In 2009, Preferred Labor, LLC, was required by a consent decree with the EEOC to pay $250,000 in a lawsuit filed by the EEOC alleging that Preferred Labor had denied female applicants job referrals based on their sex and complied with sex-based discriminatory requests from their client. A woman who applied at the company’s Worcester, Massachusetts facility in 2005 was told that only waitressing, dishwashing, and maid service jobs were available for women. EEOC v. Preferred Labor, LLC, d/b/a Preferred People Staffing (D. Mass. July 6, 2009).
These recent cases demonstrate that discrimination has not been eradicated in the workplace, despite the fact that anti-discrimination laws have been in place now for 50 years. Some employers simply defy Title VII’s prohibitions against discrimination in the workplace, defile employees with racial epithets, and subject them to lesser working conditions or assignments. Some employers still engage in overt segregation. That the EEOC must require these employers in consent decrees to refrain from discriminating, to inform their hiring officials that the company does not discriminate, or to exercise good faith in hiring and retaining employees, underscores the embarrassingly low standards of behavior that are expected of employers. Yet, some employers fail to meet even these minimal standards.
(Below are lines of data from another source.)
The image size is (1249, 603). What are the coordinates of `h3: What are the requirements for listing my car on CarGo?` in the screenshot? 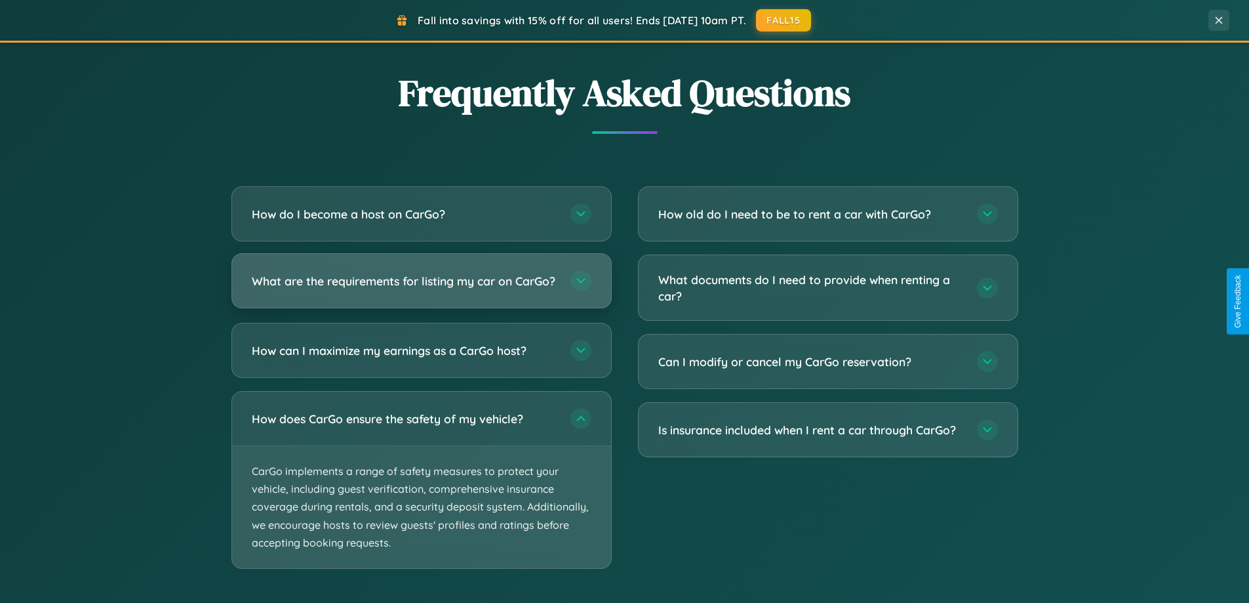 It's located at (405, 281).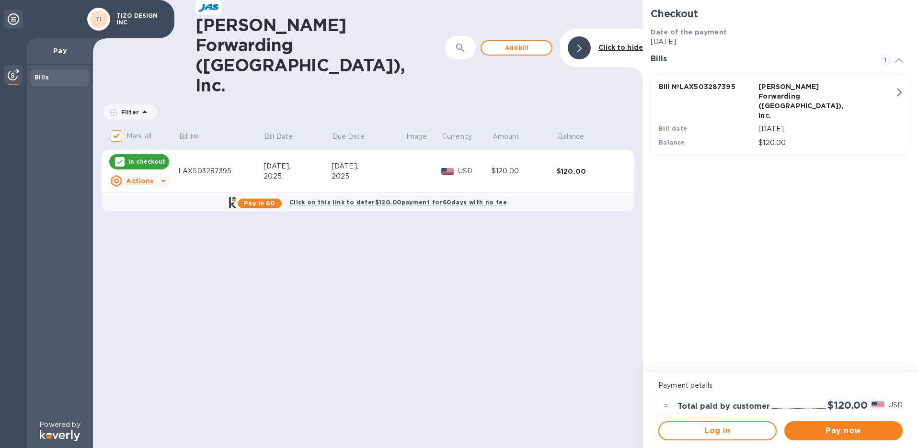 The width and height of the screenshot is (918, 448). I want to click on p: Currency, so click(457, 136).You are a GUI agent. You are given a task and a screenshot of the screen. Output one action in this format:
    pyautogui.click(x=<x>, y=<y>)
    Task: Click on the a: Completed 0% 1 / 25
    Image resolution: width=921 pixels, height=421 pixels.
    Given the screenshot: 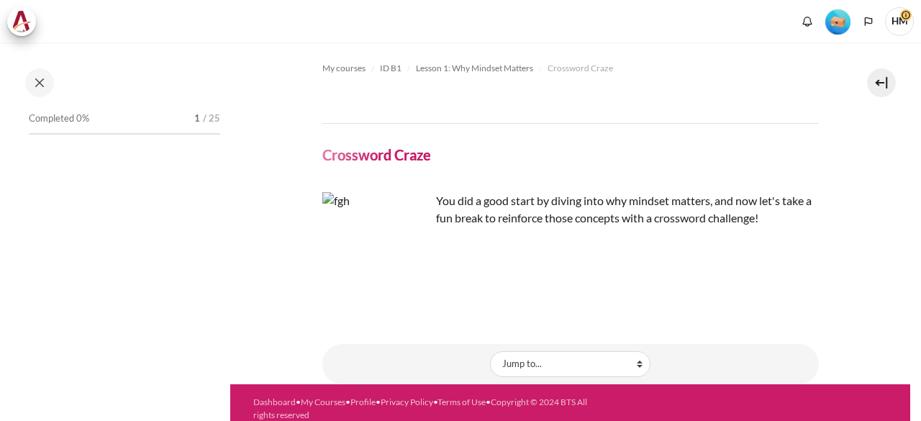 What is the action you would take?
    pyautogui.click(x=125, y=129)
As Ms. Berrien recognized, “this generation is–as was the generation before it–still called upon to ‘continue the unending search for justice.’” http://www.eeoc.gov/eeoc/history/cra50th/index.cfm While Title VII and other anti-discrimination laws have emerged to bring society out of the Dark Ages, there is still much work to be done, much more need for inclusion in the workplace, to bring us even into the shadows.